But money is not the major push behind citizen journalism. It is the entirely human desire to tell each other our stories, to help each other navigate through this complex and often insane world. - from Dan Gillmor's keynote speech at the World Editors Forum in Seoul
If there is a shift I'd like to see in the citizen-journo-blogosphere thing - and Dan hints at it - it is this: I'd like to see a shift away from the 'holding the media to account' theme toward a 'holding public servants to account' theme. This is where the whole thing can get quite exciting, where citizens can really become engaged, an area where democracy has a chance to be revived.
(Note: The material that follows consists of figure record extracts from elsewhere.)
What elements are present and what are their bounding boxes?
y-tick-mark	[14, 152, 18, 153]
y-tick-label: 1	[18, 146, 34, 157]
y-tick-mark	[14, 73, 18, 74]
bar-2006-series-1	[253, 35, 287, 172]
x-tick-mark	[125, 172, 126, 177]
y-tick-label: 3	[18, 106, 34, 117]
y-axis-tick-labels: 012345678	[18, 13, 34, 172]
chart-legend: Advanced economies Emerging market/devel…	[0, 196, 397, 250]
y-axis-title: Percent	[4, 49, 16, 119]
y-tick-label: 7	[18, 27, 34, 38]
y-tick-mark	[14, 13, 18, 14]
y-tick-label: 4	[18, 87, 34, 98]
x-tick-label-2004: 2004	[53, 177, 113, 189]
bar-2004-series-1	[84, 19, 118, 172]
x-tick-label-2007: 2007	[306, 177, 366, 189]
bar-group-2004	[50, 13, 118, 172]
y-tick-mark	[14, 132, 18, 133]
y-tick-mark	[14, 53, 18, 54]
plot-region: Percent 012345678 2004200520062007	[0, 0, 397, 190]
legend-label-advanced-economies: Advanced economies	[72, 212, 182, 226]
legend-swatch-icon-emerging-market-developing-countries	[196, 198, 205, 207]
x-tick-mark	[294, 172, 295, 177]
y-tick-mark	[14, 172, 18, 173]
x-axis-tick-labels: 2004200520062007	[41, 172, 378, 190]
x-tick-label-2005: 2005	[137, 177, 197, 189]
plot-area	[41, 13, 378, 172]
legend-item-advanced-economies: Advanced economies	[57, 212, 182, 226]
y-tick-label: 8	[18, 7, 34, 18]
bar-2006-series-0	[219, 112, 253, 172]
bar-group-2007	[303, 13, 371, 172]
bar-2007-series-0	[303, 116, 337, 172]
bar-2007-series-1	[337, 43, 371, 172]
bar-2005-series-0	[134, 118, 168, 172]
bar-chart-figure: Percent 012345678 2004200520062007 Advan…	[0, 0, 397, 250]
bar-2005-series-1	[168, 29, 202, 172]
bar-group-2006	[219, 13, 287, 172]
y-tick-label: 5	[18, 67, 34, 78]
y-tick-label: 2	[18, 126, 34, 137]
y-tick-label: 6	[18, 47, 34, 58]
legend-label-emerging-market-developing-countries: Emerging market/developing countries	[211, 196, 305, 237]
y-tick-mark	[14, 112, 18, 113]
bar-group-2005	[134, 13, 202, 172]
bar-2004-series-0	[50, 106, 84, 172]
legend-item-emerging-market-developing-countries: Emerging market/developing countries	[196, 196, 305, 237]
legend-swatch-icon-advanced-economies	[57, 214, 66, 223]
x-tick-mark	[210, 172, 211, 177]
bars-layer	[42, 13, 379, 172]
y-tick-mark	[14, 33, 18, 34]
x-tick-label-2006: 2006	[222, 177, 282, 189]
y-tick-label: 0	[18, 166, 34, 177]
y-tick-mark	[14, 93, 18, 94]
Citizens need tools, techniques, skills, mentoring. It seems what is not lacking among citizens is a desire to speak. What is perhaps lacking, or missing, is that flashlight that can be shone into dark corners.
Good stuff.
Posted by: brian moffatt | June 04, 2005 at 11:59 AM
Hi Brian,
Good point. I remember speaking to Mary Lou Fulton at Northwest Voice, http://www.northwestvoice.com/page.asp?item=31751, recently. She was saying the similar thing providing training to their "citizen" journalists (a term she dislikes as it's almost as if one is saying that it's journalism lite or anything less than Big-J journalism) in holding public servants accountable - ex. how to get a hold of public documents, etc.